Why some properties never get an instant quote
Some houses slide straight through an online quote. Others stop the process dead.
Non-standard risk factors are anything that pushes a property away from the insurer’s baseline assumptions. That baseline is dull, predictable, and easy to price. Once a house drifts from it, the questions start.
This is not about being awkward. It is about uncertainty, and how much of it the insurer is being asked to carry.

Construction features that change the risk profile
The structure itself is often the first trigger.
- Flat roofs, particularly older felt or poorly drained designs
- Thatched roofs, even when well maintained and recently inspected
- Timber-framed or steel-framed construction
- Concrete panels, prefabricated sections, or mixed materials
These properties are insurable, but rarely on default terms. Expect referrals, higher excesses, or conditions around maintenance and inspection.
Ground conditions and environmental exposure
What sits under the house matters as much as what you can see.
- Subsidence, settlement or heave, past or present
- Proximity to slopes, cliffs or unstable ground
- Flood exposure or previous flood damage
- Radon, methane or former landfill sites nearby
Insurers lean heavily on mapping data and historical claims here. A property may look fine while the location data raises eyebrows.
Condition, upkeep and unresolved issues
Insurers distinguish between age and neglect.
Long-term roof defects, persistent damp, decayed windows, or untreated movement tend to raise concerns. Temporary disrepair is one thing. Known problems left unattended are another.
The question is usually simple: is the issue understood and managed, or ignored.
Security, occupancy and local risks
Risk is not always structural.
- High crime areas or repeat burglary history
- Previous vandalism or malicious damage
- Properties left unoccupied for extended periods
These factors often affect theft and malicious damage sections rather than buildings cover as a whole, but they still influence terms and price.

Features insurers treat with caution
Some features look harmless until a claim lands.
- Ponds or water features close to the building
- Large trees near foundations or drains
- Wood-burning stoves or open fires
- Solar panels or alternative energy systems
The concern is not the feature itself, but how failure would play out and how repair costs stack up.
Previous damage and insurance history
Past problems rarely disappear completely.
Flooding, subsidence, major fire damage or repeated escape-of-water claims tend to follow a property long after repairs are finished. Insurers usually want dates, details and evidence, not summaries.
A documented repair history often carries more weight than reassurance.
How insurers usually adjust cover
Responses are fairly consistent.
- Higher excesses for specific risks
- Targeted exclusions limited to the issue in question
- Referral to specialist underwriters rather than standard providers
Outright refusal is less common than many expect. Automatic acceptance is.
Why specialist insurers take a different view
Mainstream insurers rely on rules and averages. Specialist insurers work from detail.
Where a property has unusual features, completed remedial work, or a complex history, specialist underwriters are more likely to assess the individual risk rather than rely on postcode assumptions.
What tends to improve outcomes
Preparation matters more than persuasion.
- Full disclosure of known issues
- Survey reports and evidence of completed works
- Clear maintenance history
- An accurate rebuild cost, not a guess
Insurers respond better to clarity than optimism. A defined risk is easier to insure than a vague one.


Assignment:
Exact copies of all the records are to be printed.

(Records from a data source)
▬▬▬▬▬▬▬▬▬▬

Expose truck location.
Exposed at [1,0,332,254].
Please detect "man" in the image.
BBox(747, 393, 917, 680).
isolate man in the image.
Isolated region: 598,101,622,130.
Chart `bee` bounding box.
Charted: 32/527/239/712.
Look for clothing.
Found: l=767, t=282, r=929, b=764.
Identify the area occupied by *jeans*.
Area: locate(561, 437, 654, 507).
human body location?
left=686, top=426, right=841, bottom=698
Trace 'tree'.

▬▬▬▬▬▬▬▬▬▬

Answer to the exercise:
Expose truck location.
Exposed at [1,0,332,254].
Please detect "man" in the image.
BBox(747, 393, 917, 680).
isolate man in the image.
Isolated region: 598,101,622,130.
Chart `bee` bounding box.
Charted: 32/527/239/712.
Look for clothing.
Found: l=767, t=282, r=929, b=764.
Identify the area occupied by *jeans*.
Area: locate(561, 437, 654, 507).
human body location?
left=686, top=426, right=841, bottom=698
Trace 'tree'.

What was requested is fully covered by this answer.